Thursday, February 17, 2005

Freedom envy, and persuasion bunches

Furious at having one of their own (Eason Jordan) brought down, and at being reduced to an acronym, MSM (mainstream media) has hit out at bloggers. As Peggy Noonan puts it in a piece in the Wall Street Journal titled "The Blogs Must Be Crazy":
"Salivating morons." "Scalp hunters." "Moon howlers." "Trophy hunters." "Sons of Sen. McCarthy." "Rabid." "Blogswarm." "These pseudo-journalist lynch mob people."

This is excellent invective. It must come from bloggers. But wait, it was the mainstream media and their maidservants in the elite journalism reviews, and they were talking about bloggers!

[...]

When you hear name-calling like what we've been hearing from the elite media this week, you know someone must be doing something right. The hysterical edge makes you wonder if writers for newspapers and magazines and professors in J-schools don't have a serious case of freedom envy.

The bloggers have that freedom. They have the still pent-up energy of a liberated citizenry, too. The MSM doesn't. It has lost its old monopoly on information. It is angry.

But MSM criticism of the blogosphere misses the point, or rather points.

Noonan goes on to list, comprehensively, the many different ways in which blogs provide a public service. It is one the finest pieces I've read on blogging, and I urge you to read it.

Accusations of being part of a mob aren't exactly new to me, and Eugene Volokh points out in a lovely post how misplaced the analogy of bloggers as a mob really is. He writes:
... I realize that "lynch mob" is figurative, and hyperbole at that. Still, figurative references and analogies (even hyperbolic ones) only make sense to the extent that the analogy is apt -- to the extent that the figurative usage, while literally false, reflects a deeper truth.

The trouble is that here the analogy is extremely weak. What's wrong with lynch mobs? It's that the mob itself has the power to kill. They could be completely wrong, and entirely unpersuasive to reasonable people or to the rest of the public. Yet by their physical power, they can impose their will without regard to the law.

But bloggers, or critics generally, have power only to the extent that they are persuasive. Jordan's resignation didn't come because he was afraid that bloggers will fire him. They can't fire him. I assume that to the extent the bloggers' speech led him to resign, it did so by persuading the public that he wasn't trustworthy.

So Jordan's critics (bloggers or not) aren't a lynch mob: If they're a mob, they're at most a "persuasion mob." What's more, since they're generally a very small group, they're really a "persuasion bunch."

I got the link to Volokh's post via Instapundit, who also has an excellent summary of the aftermath of Easongate at GlennReynolds.com.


◆ **Work order**:
Tally the lines below that contain the word "badge". Only the total should be given.

◆ **Given data**:
|---|

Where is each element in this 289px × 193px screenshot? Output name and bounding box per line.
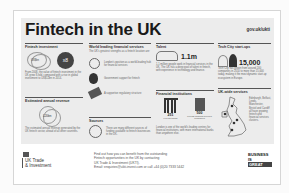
pound-coin-icon — [89, 125, 102, 138]
sprout-icon — [218, 55, 228, 67]
org-name-line2: & Investment — [25, 163, 51, 168]
circle-icon — [43, 109, 61, 127]
contact-email-line[interactable]: Email: enquiries@ukti-invest.com or call… — [94, 165, 184, 169]
section-title: Sources — [89, 117, 151, 123]
revenue-text: The estimated annual revenue generated b… — [25, 127, 83, 133]
people-icon — [156, 51, 178, 61]
revenue-section: Estimated annual revenue £20bn The estim… — [25, 97, 83, 133]
circle-icon — [31, 54, 51, 70]
list-item: London's position as a world-leading hub… — [89, 56, 151, 71]
contact-info: Find out how you can benefit from the ou… — [94, 152, 184, 170]
list-item: Government support for fintech — [89, 71, 151, 86]
investment-text: From 2008, the value of fintech investme… — [25, 71, 83, 81]
startups-text: Tech City has grown from around 200 comp… — [218, 67, 271, 80]
bank-icon — [164, 98, 178, 113]
brand-line3: GREAT — [248, 162, 272, 167]
list-item-text: Government support for fintech — [104, 77, 140, 80]
section-title: Financial institutions — [156, 90, 214, 96]
globe-icon — [89, 58, 100, 69]
uk-wide-text: Edinburgh, Belfast, Leeds, Manchester, B… — [249, 97, 271, 123]
business-is-great-logo: BUSINESS IS GREAT — [248, 152, 272, 167]
companies-label: Foreign financial services companies — [187, 115, 213, 119]
talent-section: Talent 1.1m 1.1 million people work in f… — [156, 43, 214, 73]
investment-section: Fintech investment US$bn x8 From 2008, t… — [25, 43, 83, 81]
startups-value: 15,000 — [239, 58, 260, 67]
money-bag-icon — [89, 73, 98, 84]
uk-wide-section: UK-wide services Edinburgh, Belfast, Lee… — [218, 88, 271, 138]
institutions-section: Financial institutions 251 Foreign banks… — [156, 90, 214, 136]
investment-badge-left: US$bn — [31, 59, 39, 62]
institutions-text: London is one of the world's leading cen… — [156, 126, 214, 136]
website-link[interactable]: gov.uk/ukti — [247, 27, 270, 32]
section-title: World leading financial services — [89, 43, 151, 49]
crest-icon — [23, 152, 29, 157]
list-item-text: A supportive regulatory structure — [104, 92, 141, 95]
infographic-panel: Fintech in the UK gov.uk/ukti Fintech in… — [21, 18, 274, 144]
financial-services-intro: The UK's greatest strengths as a fintech… — [89, 50, 151, 53]
revenue-value: £20bn — [43, 114, 51, 118]
sources-text: There are many different sources of fund… — [106, 127, 151, 137]
startups-section: Tech City start-ups 15,000 Tech City has… — [218, 43, 271, 80]
financial-services-section: World leading financial services The UK'… — [89, 43, 151, 100]
building-icon — [195, 98, 205, 111]
uk-map-icon — [220, 96, 248, 138]
page-title: Fintech in the UK — [25, 21, 161, 39]
infographic-card: Fintech in the UK gov.uk/ukti Fintech in… — [13, 10, 281, 185]
list-item-text: London's position as a world-leading hub… — [104, 61, 151, 67]
banks-label: Foreign banks — [158, 117, 184, 119]
talent-text: 1.1 million people work in financial ser… — [156, 63, 214, 73]
plant-icon — [229, 54, 237, 67]
sources-section: Sources There are many different sources… — [89, 117, 151, 138]
handshake-icon — [88, 87, 102, 99]
talent-value: 1.1m — [181, 53, 197, 60]
ukti-logo: UK Trade & Investment — [22, 152, 51, 168]
growth-badge: x8 — [57, 52, 74, 69]
list-item: A supportive regulatory structure — [89, 86, 151, 100]
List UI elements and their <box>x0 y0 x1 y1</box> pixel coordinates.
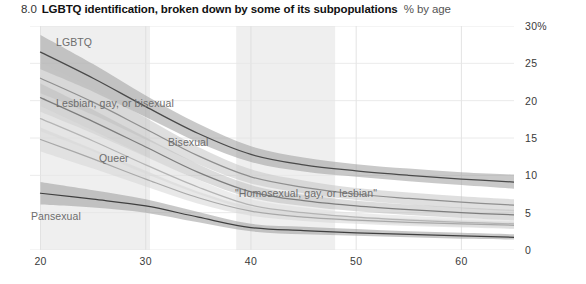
y-tick-label: 15 <box>525 133 537 144</box>
y-tick-label: 25 <box>525 58 537 69</box>
chart-plot-area <box>30 26 514 250</box>
chart-header: 8.0 LGBTQ identification, broken down by… <box>21 3 451 19</box>
y-tick-label: 20 <box>525 96 537 107</box>
y-tick-label: 30% <box>525 21 547 32</box>
chart-canvas <box>30 26 514 250</box>
figure-number: 8.0 <box>21 3 37 15</box>
x-tick-label: 50 <box>350 256 362 267</box>
y-tick-label: 5 <box>525 208 531 219</box>
chart-units-subtitle: % by age <box>404 3 451 15</box>
x-tick-label: 40 <box>245 256 257 267</box>
x-tick-label: 60 <box>455 256 467 267</box>
x-tick-label: 20 <box>34 256 46 267</box>
y-tick-label: 0 <box>525 245 531 256</box>
x-tick-label: 30 <box>140 256 152 267</box>
y-tick-label: 10 <box>525 170 537 181</box>
chart-title: LGBTQ identification, broken down by som… <box>42 3 398 15</box>
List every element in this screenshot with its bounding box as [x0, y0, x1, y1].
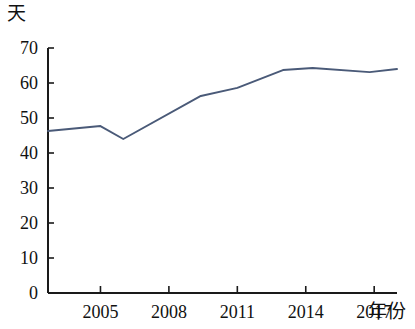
data-series-line	[48, 68, 397, 139]
y-axis-tick-label: 40	[2, 144, 38, 162]
x-axis-tick-label: 2014	[279, 303, 333, 321]
y-axis-tick-label: 60	[2, 74, 38, 92]
line-chart: 天 年份 010203040506070 2005200820112014201…	[0, 0, 415, 329]
y-axis-tick-label: 30	[2, 179, 38, 197]
y-axis-tick-label: 20	[2, 214, 38, 232]
y-axis-tick-label: 10	[2, 249, 38, 267]
x-axis-ticks	[100, 286, 374, 293]
x-axis-tick-label: 2011	[210, 303, 264, 321]
x-axis-tick-label: 2005	[73, 303, 127, 321]
y-axis-tick-label: 70	[2, 39, 38, 57]
y-axis-tick-label: 0	[2, 284, 38, 302]
y-axis-tick-label: 50	[2, 109, 38, 127]
axis-lines	[48, 48, 397, 293]
plot-area	[0, 0, 415, 329]
x-axis-tick-label: 2017	[347, 303, 401, 321]
x-axis-tick-label: 2008	[142, 303, 196, 321]
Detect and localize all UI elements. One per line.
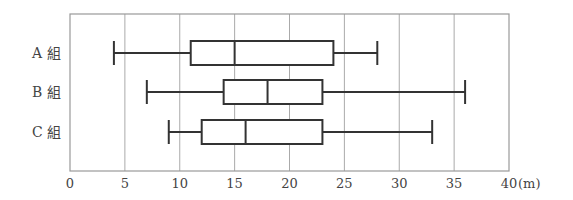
iqr-box — [224, 80, 323, 104]
row-label-b: B 組 — [32, 84, 61, 100]
x-tick-label: 0 — [66, 176, 74, 191]
boxplot-a — [114, 41, 377, 65]
x-tick-label: 35 — [446, 176, 463, 191]
row-label-a: A 組 — [31, 45, 61, 61]
x-axis-ticks: 0510152025303540(m) — [66, 176, 541, 191]
iqr-box — [191, 41, 334, 65]
boxplot-chart: 0510152025303540(m) A 組B 組C 組 — [0, 0, 573, 200]
boxplot-b — [147, 80, 465, 104]
x-tick-label: 15 — [226, 176, 243, 191]
x-unit-label: (m) — [518, 176, 540, 191]
x-tick-label: 5 — [121, 176, 129, 191]
x-tick-label: 40 — [501, 176, 518, 191]
iqr-box — [202, 120, 323, 144]
x-tick-label: 25 — [336, 176, 353, 191]
row-labels: A 組B 組C 組 — [31, 45, 61, 140]
x-tick-label: 20 — [281, 176, 298, 191]
x-tick-label: 30 — [391, 176, 408, 191]
row-label-c: C 組 — [32, 124, 61, 140]
x-tick-label: 10 — [171, 176, 188, 191]
boxplot-c — [169, 120, 432, 144]
box-plots — [114, 41, 465, 144]
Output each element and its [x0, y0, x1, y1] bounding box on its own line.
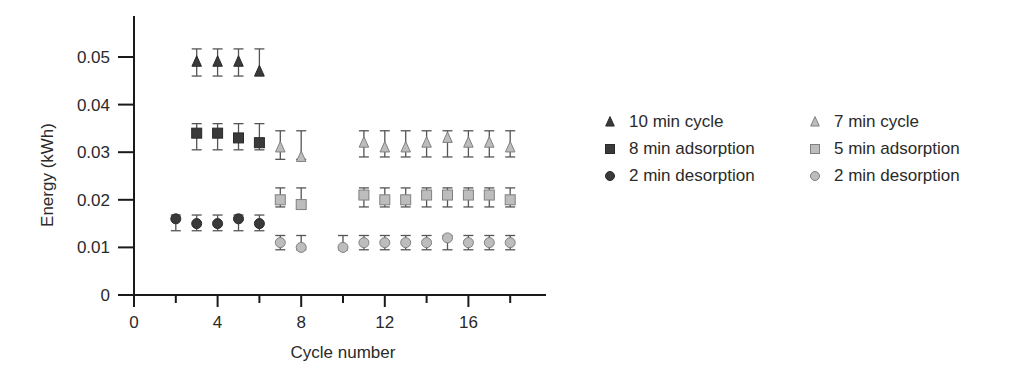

|---|

◆ **Result**:
2